Megan has created a signature look for Bergdorf Goodman, New York, and a bespoke bag collection for Harrods of London. She has illustrated a series of portraits for Michelle Obama, as well as portraits for Gwyneth Paltrow, Cate Blanchett and Nicole Kidman. She is also the Global Artist in Residence for the prestigious Oetker Hotel Collection.
Megan illustrates all her work with a custom Montblanc pen that she affectionately calls Monty.
Megan has written and illustrated eight bestselling fashion books, as well as her much-loved series for children, Claris the Chicest Mouse in Paris.
When shes not in her studio working, youll find her planning her next trip to 31 Rue Cambon in Paris to capture a little more of the magic that Mademoiselle Chanel first created.
Visit Megan at meganhess.com
THE LIFE OF GABRIELLE COCO CHANEL is shrouded in mystery. Perhaps because she was uncomfortable with her humble beginnings, Chanel had a reputation for obscuring her past glossing over details, dismissing transgressions and painful memories. Just as she reinvented fashion, cutting and re-cutting a sleeve forty times over, she did the same to her past. Though there are few accounts of her youth, it is clear that Chanel had a difficult start to life: raised in poverty after losing her mother and being abandoned by her father. Without the support of parents at a young age, she endured a lonely childhood in an orphanage in Aubazine in rural France.
Perhaps it was the difficulties of her early life that inspired her to pursue a radically different path, first as a performer, then as a milliner, and eventually the iconic fashion designer she became. Chanel would rise above her circumstances to forever revolutionise fashion for women in the modern era. Her beauty and flair won her many friends and admirers; the most celebrated figures of the century Cocteau, Diaghilev, Picasso, Dal, Stravinsky and Churchill sought her company. The creative vision of her designs would live on as trademarks of an iconic fashion brand.
Chanel was born in 1883 in Saumur, a market town on the river Loire.
The illegitimate daughter of a laundrywoman and a merchant, Chanel was twelve when her mother died and her father left her in a convent in the town of Aubazine.
It was here in the orphanage that Chanel learned the art of survival.
Though most young girls of the era were taught how to sew, Chanel had a natural flair for needlework and honed her skills during school vacations spent with her grandparents in the provincial capital of Moulins.

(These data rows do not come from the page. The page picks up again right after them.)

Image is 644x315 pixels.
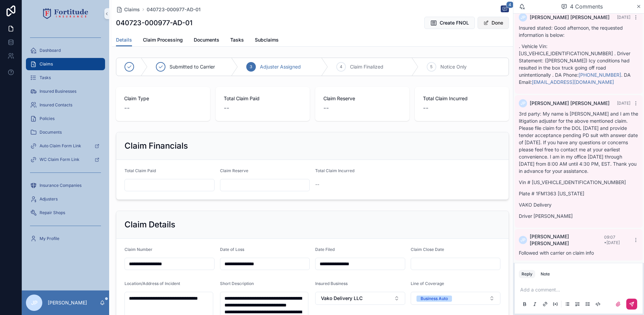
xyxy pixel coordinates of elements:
span: Claims [124,6,140,13]
span: Total Claim Incurred [423,95,501,102]
span: Subclaims [255,36,279,43]
button: Note [538,270,553,278]
span: Adjusters [40,196,58,202]
span: Total Claim Incurred [315,168,354,173]
a: Tasks [26,71,105,84]
span: Insured Contacts [40,102,72,108]
span: Short Description [220,281,254,286]
button: Select Button [411,292,501,304]
span: Claim Processing [143,36,183,43]
span: Documents [40,130,62,135]
span: Details [116,36,132,43]
span: Tasks [40,75,51,80]
a: Tasks [230,34,244,48]
span: Total Claim Paid [125,168,156,173]
p: 3rd party: My name is [PERSON_NAME] and I am the litigation adjuster for the above mentioned clai... [519,110,639,175]
span: Claim Reserve [323,95,401,102]
a: [PHONE_NUMBER] [578,72,621,77]
a: Policies [26,112,105,124]
span: Insurance Companies [40,183,81,188]
span: Tasks [230,36,244,43]
button: Reply [519,270,535,278]
span: Notice Only [441,64,466,70]
span: Date of Loss [220,247,244,251]
span: 5 [430,64,433,69]
p: [PERSON_NAME] [48,299,87,306]
span: WC Claim Form Link [40,157,80,162]
span: Auto Claim Form Link [40,143,81,148]
span: Insured Business [315,281,348,286]
a: WC Claim Form Link [26,154,105,165]
span: -- [423,103,429,112]
span: Dashboard [40,48,61,53]
h2: Claim Details [125,219,176,230]
p: Plate # 1FM1363 [US_STATE] [519,190,639,197]
a: Documents [26,126,105,138]
span: 3 [250,64,252,69]
a: Claims [26,58,105,70]
p: Vin # [US_VEHICLE_IDENTIFICATION_NUMBER] [519,179,639,186]
span: Claim Finalized [350,64,384,70]
a: Insured Businesses [26,85,105,97]
a: 040723-000977-AD-01 [146,6,201,13]
a: Details [116,34,132,47]
span: -- [323,103,329,112]
span: Vako Delivery LLC [321,294,362,302]
span: Claim Type [124,95,202,102]
span: [DATE] [617,15,630,20]
h2: Claim Financials [125,140,188,152]
span: 4 [340,64,343,69]
span: -- [224,103,229,112]
span: Claims [40,62,53,67]
button: 4 [501,5,509,14]
a: Claims [116,6,140,13]
span: [DATE] [617,101,630,106]
div: Business Auto [421,295,448,302]
span: JP [521,101,525,106]
p: Insured stated: Good afternoon, the requested information is below: [519,24,639,38]
span: Claim Close Date [411,247,444,251]
span: 4 Comments [570,3,603,11]
span: JP [521,15,525,20]
img: App logo [43,8,88,19]
span: 09:07 • [DATE] [604,234,619,245]
span: Policies [40,116,54,121]
span: Claim Reserve [220,168,248,173]
span: Line of Coverage [411,281,444,286]
div: Note [541,271,550,277]
button: Done [478,17,509,29]
span: JP [521,237,525,243]
span: -- [315,181,319,188]
span: [PERSON_NAME] [PERSON_NAME] [529,233,604,247]
a: Documents [193,34,219,48]
span: Followed with carrier on claim info [519,249,594,255]
a: Repair Shops [26,206,105,218]
a: Dashboard [26,44,105,56]
span: Insured Businesses [40,89,76,94]
p: . Vehicle Vin: [US_VEHICLE_IDENTIFICATION_NUMBER] . Driver Statement: ([PERSON_NAME]) Icy conditi... [519,42,639,85]
span: Total Claim Paid [224,95,301,102]
span: Date Filed [315,247,335,251]
span: JP [31,298,38,306]
a: Insurance Companies [26,179,105,191]
p: VAKO Delivery [519,201,639,208]
h1: 040723-000977-AD-01 [116,18,192,28]
a: My Profile [26,232,105,245]
p: Driver [PERSON_NAME] [519,212,639,219]
a: Adjusters [26,193,105,205]
span: -- [124,103,130,112]
span: Claim Number [125,247,152,251]
span: [PERSON_NAME] [PERSON_NAME] [529,100,610,107]
span: Create FNOL [440,19,469,26]
span: Location/Address of Incident [125,281,180,286]
button: Create FNOL [424,17,475,29]
button: Select Button [315,292,405,304]
span: My Profile [40,236,60,241]
span: Submitted to Carrier [170,64,215,70]
a: Auto Claim Form Link [26,140,105,152]
span: Adjuster Assigned [260,64,301,70]
span: Documents [193,36,219,43]
span: 4 [506,1,513,8]
a: [EMAIL_ADDRESS][DOMAIN_NAME] [531,79,614,85]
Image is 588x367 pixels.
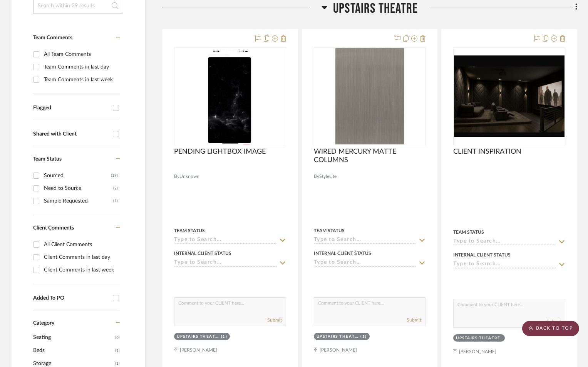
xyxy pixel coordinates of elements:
[33,131,109,138] div: Shared with Client
[174,250,232,257] div: Internal Client Status
[111,170,118,182] div: (19)
[44,170,111,182] div: Sourced
[208,48,252,145] img: PENDING LIGHTBOX IMAGE
[174,237,277,244] input: Type to Search…
[44,48,118,61] div: All Team Comments
[547,318,561,325] button: Submit
[454,48,565,145] div: 0
[33,105,109,111] div: Flagged
[360,334,367,340] div: (1)
[44,61,118,73] div: Team Comments in last day
[314,237,417,244] input: Type to Search…
[44,239,118,251] div: All Client Comments
[33,331,113,344] span: Seating
[179,173,199,181] span: Unknown
[174,260,277,267] input: Type to Search…
[44,195,113,207] div: Sample Requested
[33,320,54,327] span: Category
[454,56,565,137] img: CLIENT INSPIRATION
[174,173,179,181] span: By
[456,336,501,342] div: UPSTAIRS THEATRE
[177,334,219,340] div: UPSTAIRS THEATRE
[33,35,73,40] span: Team Comments
[453,252,510,259] div: Internal Client Status
[33,344,113,357] span: Beds
[314,260,417,267] input: Type to Search…
[453,239,556,246] input: Type to Search…
[44,264,118,276] div: Client Comments in last week
[113,183,118,194] div: (2)
[33,295,109,302] div: Added To PO
[453,148,521,156] span: CLIENT INSPIRATION
[314,250,371,257] div: Internal Client Status
[33,225,74,231] span: Client Comments
[317,334,359,340] div: UPSTAIRS THEATRE
[407,317,421,324] button: Submit
[453,229,484,236] div: Team Status
[453,261,556,269] input: Type to Search…
[314,227,345,234] div: Team Status
[221,334,228,340] div: (1)
[44,183,113,194] div: Need to Source
[115,331,120,344] span: (6)
[113,195,118,207] div: (1)
[314,148,426,165] span: WIRED MERCURY MATTE COLUMNS
[44,251,118,264] div: Client Comments in last day
[522,321,579,336] scroll-to-top-button: BACK TO TOP
[174,227,205,234] div: Team Status
[174,48,286,145] div: 0
[174,148,266,156] span: PENDING LIGHTBOX IMAGE
[336,48,404,145] img: WIRED MERCURY MATTE COLUMNS
[319,173,336,181] span: StyleLite
[44,74,118,86] div: Team Comments in last week
[314,173,319,181] span: By
[267,317,282,324] button: Submit
[33,157,62,162] span: Team Status
[115,345,120,357] span: (1)
[314,48,425,145] div: 0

These holidays were a pleasure that offered respite from life at the orphanage.
Bored and miserable at the convent, Chanel absorbed the austere beauty of her surroundings. Her strict uniform, featuring a white blouse and black pleated skirt, would later influence her trademark silhouette.
The beige, black and white of the nuns habits, their rosary beads, crosses and chains would also emerge as emblems throughout her career.
Chanel left the convent in Aubazine for the Notre Dame school in Moulins, where her aunt Adrienne, only a year her senior, was being educated. Chanels sartorial abilities caught the attention of the Mother Superior, who found employment for her and Adrienne as shop assistants in a local drapers store on the Rue de lHorloge.
The girls shared an attic bedroom above the shop, working on weekends for a nearby tailor where they altered breeches for cavalry officers stationed in the town.
Chanel and Adrienne socialised with the local gentlemen, many of whom were in the army and would often take them out dancing.
When not plying her trade with a needle, Chanel dreamed of becoming a singer. Her stage debut came at La Rotonde, a popular entertaining pavilion in the park of Moulins, where she accepted a regular spot performing with a local cabaret.